Steven D'Aprano steve+comp.lang.python at pearwood.info
Mon Jul 23 11:59:59 EDT 2012


On Mon, 23 Jul 2012 23:06:45 +1000, Chris Angelico wrote:

> On Mon, Jul 23, 2012 at 10:55 PM, Roy Smith <roy at panix.com> wrote:
>> Some day, we're going to have programming languages that take advantage
>> of the full unicode character set.  Right now, we're working in ASCII
>> and creating silly digrams/trigrams like r'' for raw strings (and
>> triple-quotes for multi-line strings).  Not to mention <=, >=, ==, !=. 
>> And in languages other than python, things like ->, => (arrows for
>> structure membership), and so on.
> 
> REXX predates Unicode, I think, or at least its widespread adoption, but
> it has a non-ASCII operator:
> 
> http://www.rexswain.com/rexx.html#operators

Only one?
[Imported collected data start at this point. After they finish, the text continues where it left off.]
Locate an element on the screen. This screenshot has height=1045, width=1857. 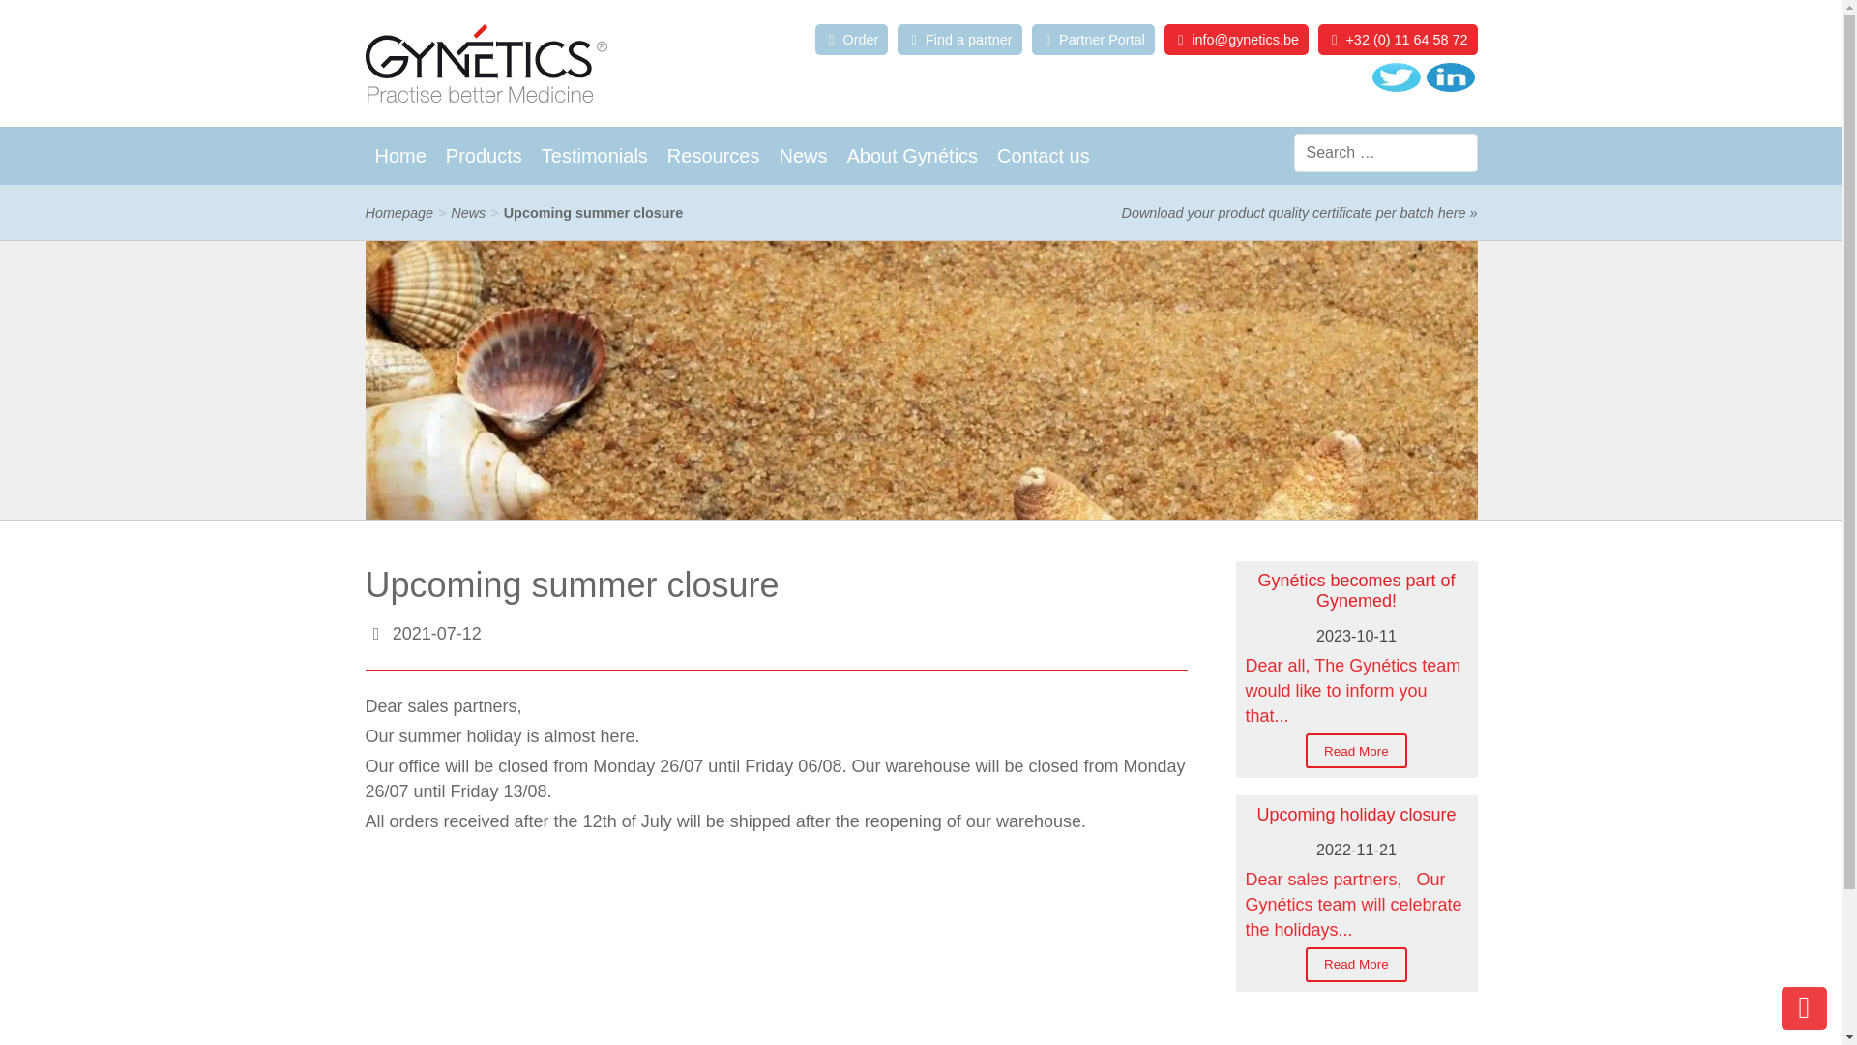
Upcoming holiday closure is located at coordinates (1356, 814).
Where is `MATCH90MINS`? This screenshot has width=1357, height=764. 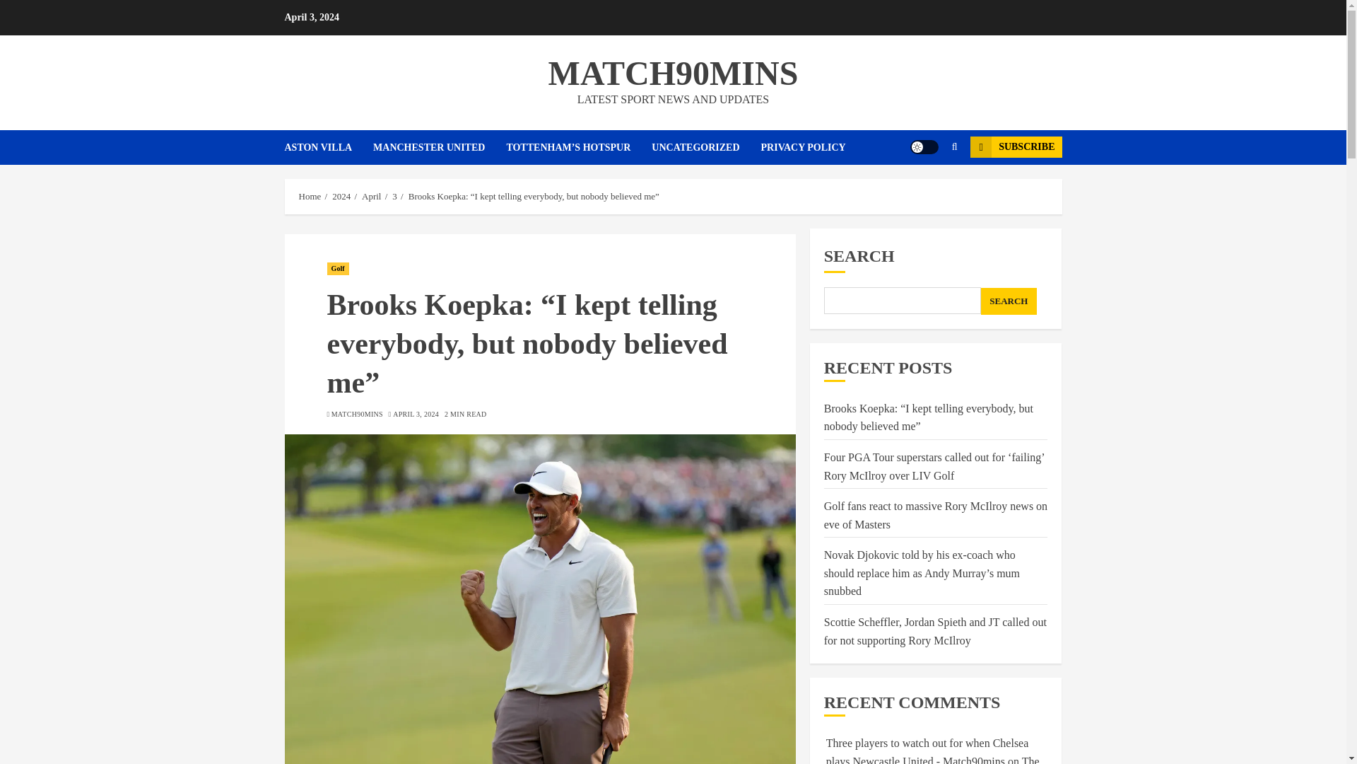 MATCH90MINS is located at coordinates (673, 72).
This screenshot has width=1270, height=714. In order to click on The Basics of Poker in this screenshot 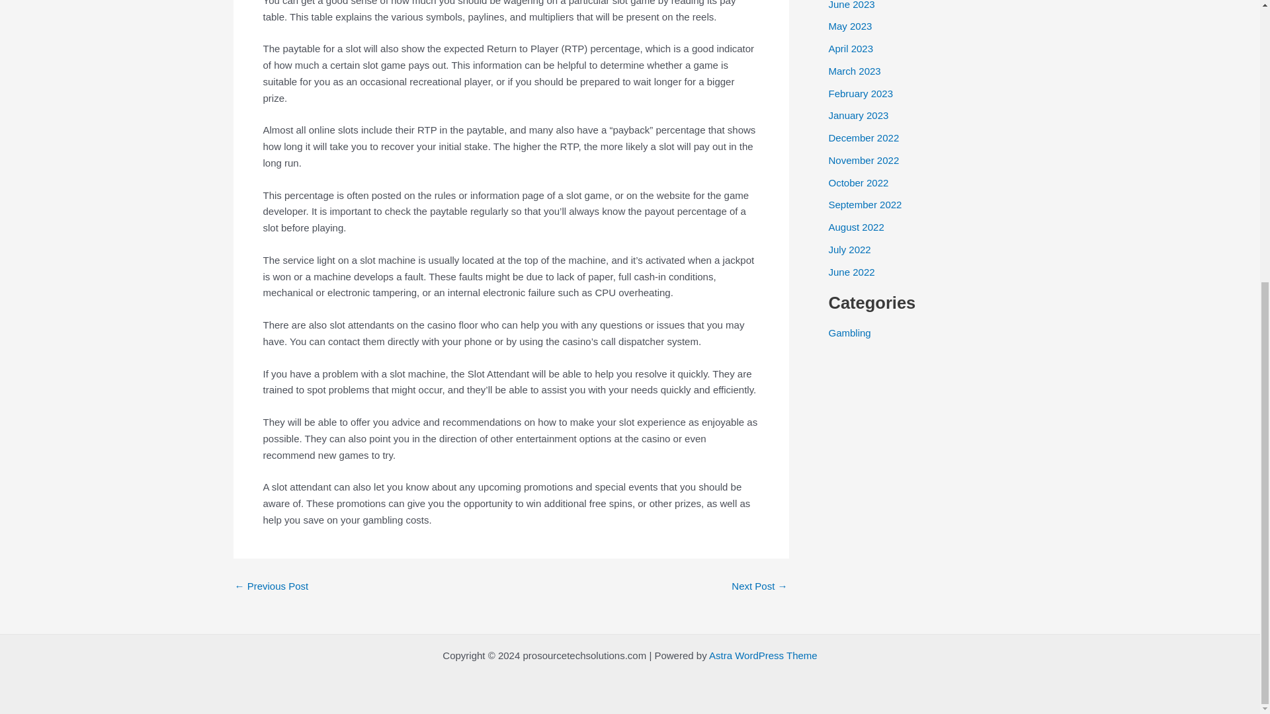, I will do `click(271, 586)`.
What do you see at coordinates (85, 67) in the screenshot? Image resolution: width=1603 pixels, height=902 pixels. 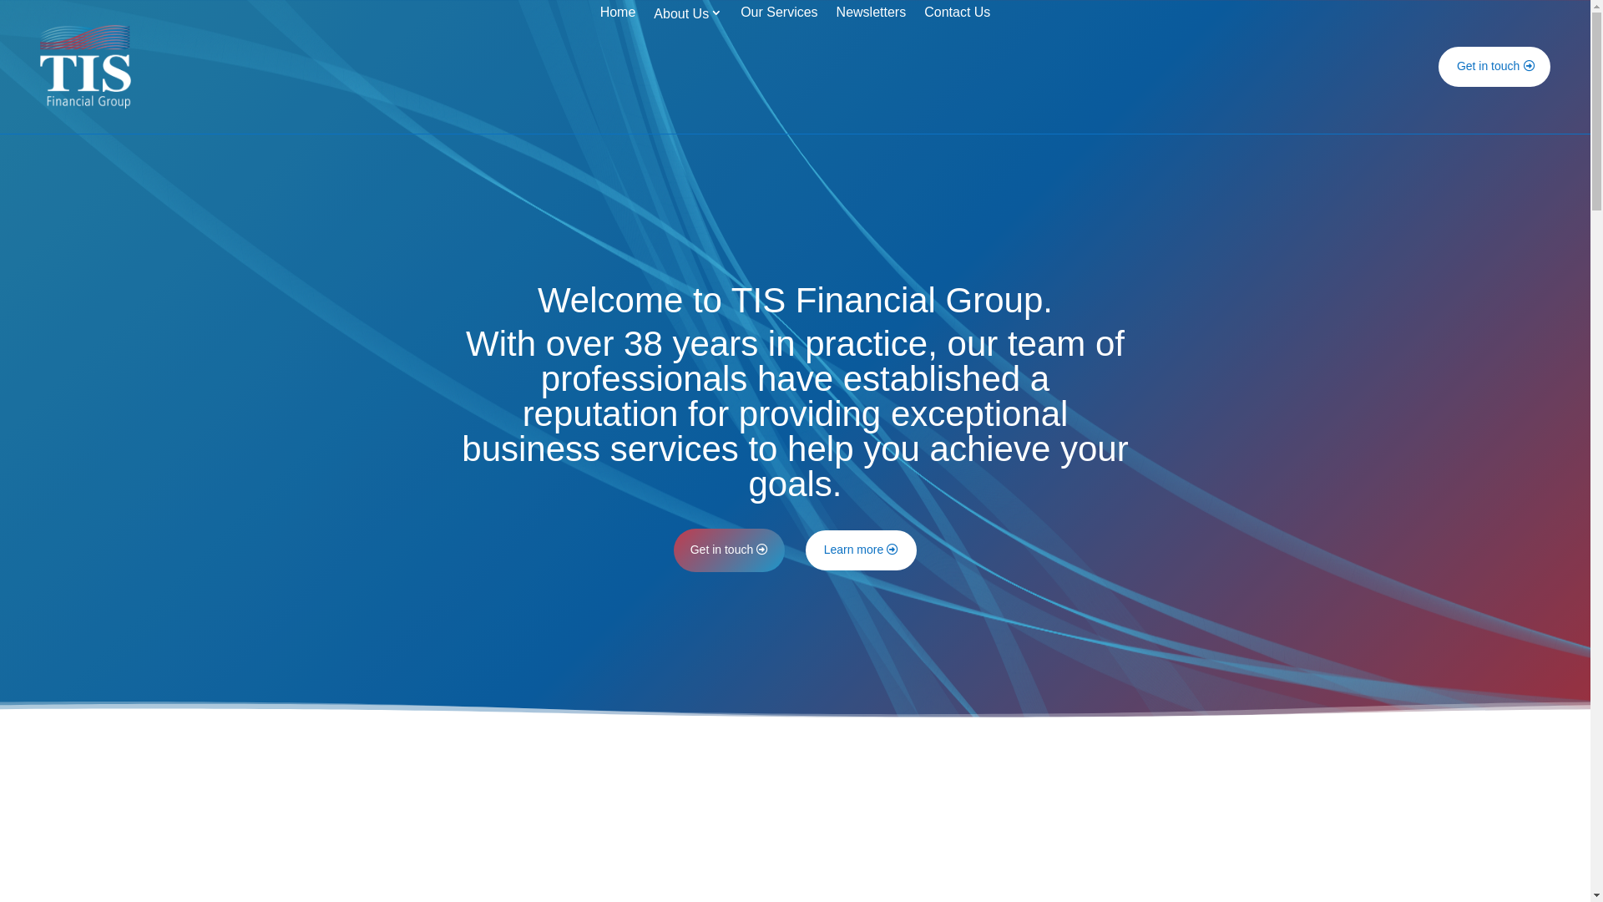 I see `logo` at bounding box center [85, 67].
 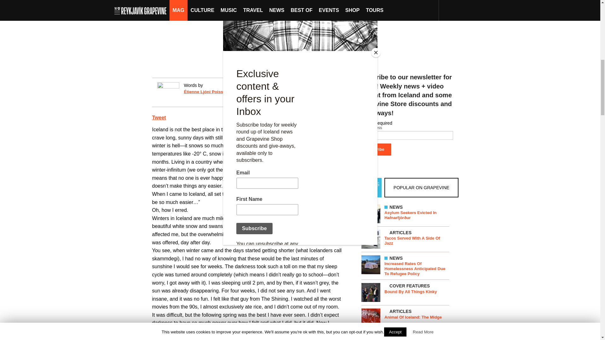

Pfft.

What's the difference between >> "Strictly greater than" and < "Greater 
than"?


> But personally, I've always used backslash. It's nothing to do with
> ASCII and everything to do with having it on the keyboard. Before you
> get a language that uses full Unicode, you'll need to have fairly
> generally available keyboards that have those keys.

Or sensible, easy to remember mnemonics for additional characters. Back 
in 1984, Apple Macs made it trivial to enter useful non-ASCII characters 
from the keyboard. E.g.:

Shift-4 gave $
Option-4 gave ¢
Option-c gave ©
Option-r gave ®

Dead-keys made accented characters easy too:

Option-u o gave ö
Option-u e gave ë

etc. And because it was handled by the operating system, *every* 
application supported it, automatically.